The Paris, France-based company has been rolling out slowly in the U.S., launching in bigger cities such as New York City, Miami and Los Angeles. This makes sense, as GlobalWebIndex has reported that 74% of location-based dating app users, as of the 4th quarter of 2014, were in urban areas. 

Thus far, the U.S. accounts for roughly 13%, or 1.75 million, of Happn’s user base. Happn says it is adding 1.5 million users each month across the world (150,000 to 175,000 in the U.S.), with an expectation of 30 million total users worldwide by the end of 2016. 

The reason for targeting larger cities is simple, Gojkovich says: There are more people around, creating a better chance of more people crossing paths. The objective now is to “insert ourselves where people are out and about having fun.” The company has events scheduled in big cities across the country, including pool parties in Miami and an event at , to show people how the app works and create a fun association with the name “Happn.”

While having a plan to reach critical mass in online dating is essential, Gojkovich knows that without a well-functioning, unique platform, the company would be left for dead. That’s why he says the Happn crew strives to introduce new features to the app, such as the ability to send a potential date a song from Spotify or showcase Instagram photos.

“What we’re trying to do is create an app and new features that people want to use,” Gojkovich says, “But we also have to tell people about it. That’s why we’re doing event marketing. That’s why we’re doing the public PR push.”

Reaching critical mass this year will be an important step for Happn. “We’re excited about dominating the U.S. market,” he says.

How Brands are Getting Involved

Recent research from The Cassandra Report found that 75% of people believe online dating makes it easier to meet people and 73% believe it’s possible to have a relationship with someone they met online. But how do they feel about brands marketing and advertising to them amid their online romantic quests? 

Cassandra’s Shreffler says she sees a lot of interesting opportunities for brands in the online dating world. Many are already using mobile platforms heavily in advertising campaigns, so reaching this audience wouldn’t make for a huge jump. But the big opportunity she sees is to give people that “meet-cute” story, or their own unique story of “how we met.”

“It makes their story a little bit different than other people’s,” she says, citing brands that hold events in concert with online dating apps, hold special promotions and interact with users in unique ways. One example she gives is from a woman she spoke with at a focus group who claims, after meeting her boyfriend at a Heineken-sponsored event, that “Heineken introduced us,” a story they tell time and again.

“When you create the right kind of content … whether it’s for a nonprofit or an advertiser, users get engaged,” he says.

What Does the Future Hold?

Years ago, Brooks says he predicted that “we’d go Star Trek” in online dating, meaning he foresaw the impending mobile boom. In his recent research, he found that 73% of all visitors to dating services are on mobile devices. 

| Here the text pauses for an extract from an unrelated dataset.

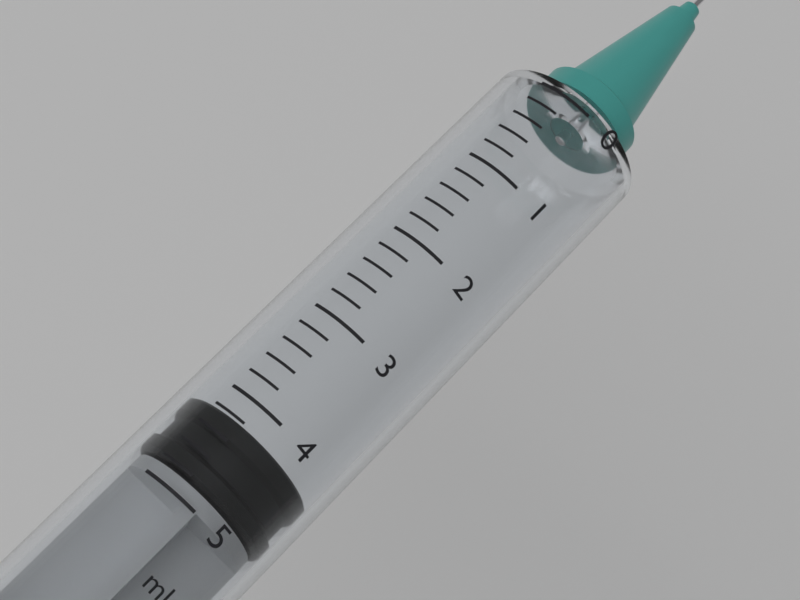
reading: 4.2 ml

But a unique selling proposition is needed for websites that want to break through. Brooks believes larger screens, five-to-six inches, will come into prominence in the near future. Users want larger pictures for their online dating needs and Brooks says larger phones and small tablets will serve that need. 

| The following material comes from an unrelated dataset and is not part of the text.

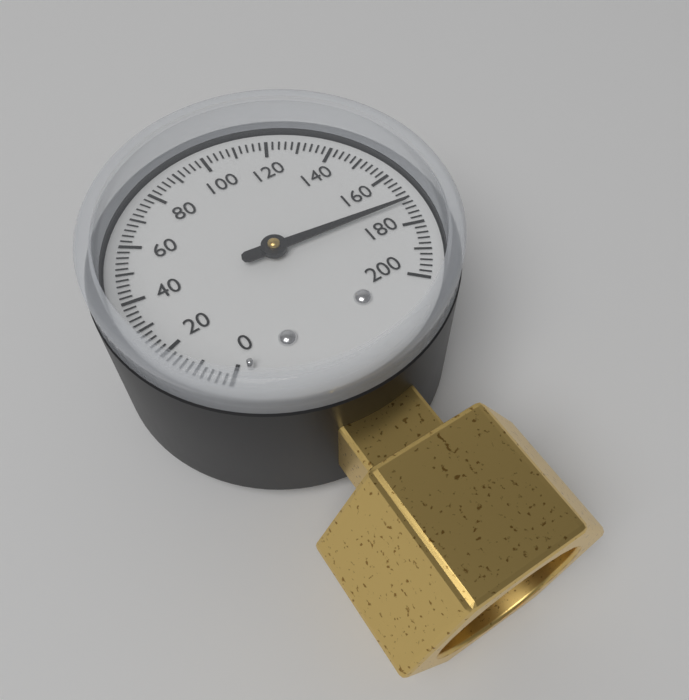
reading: 172 (no unit)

After that, he believes wearable technology will play a larger role in the industry. Runners, for instance, may want to date other runners, but how can you truly know if someone exercises the same way? People often tell white lies on their dating profiles, but Brooks says sites may be able to take advantage of a customer’s FitBit data​ by matching people who run seven miles per day. The activity becomes the more in-depth way of describing one’s self. 

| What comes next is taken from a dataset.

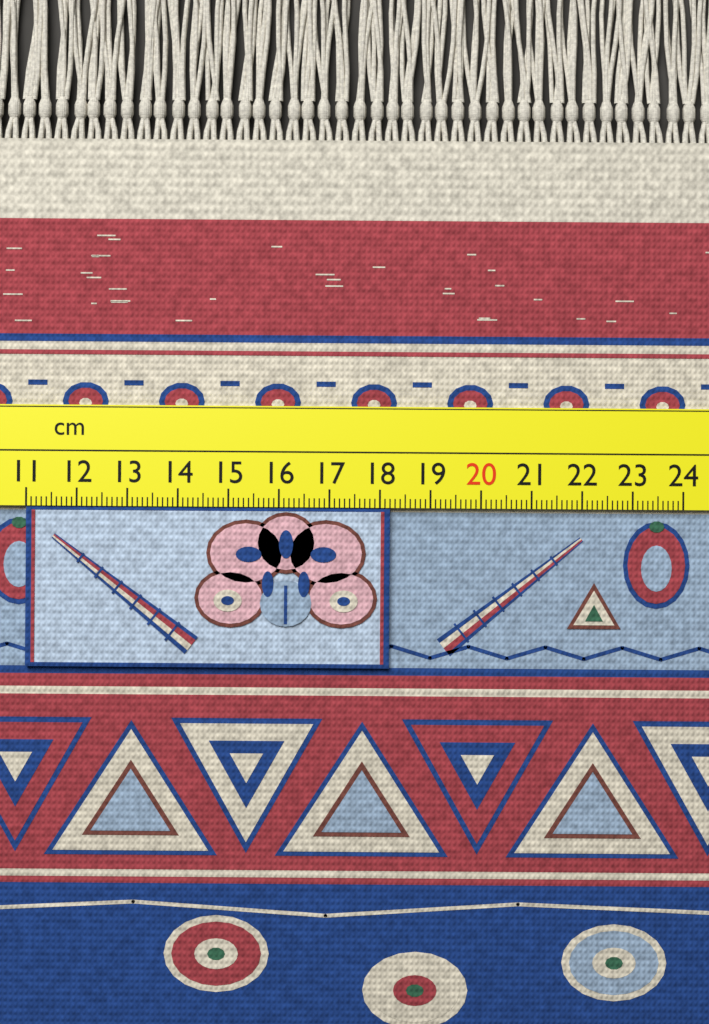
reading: 18.2 cm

One thing is for certain: Online dating is here to stay with little chance of evanescence. Brooks notes that the availability of people, within the click of a button, has created an addictive element.

“Once you’ve got a person in tow and you’re communicating with them, the economics of the entire experience requires you to remain in contact with them or lose them,” he says “That’s the way the world works. We’re getting closer to modeling it after the real world with this new shift.”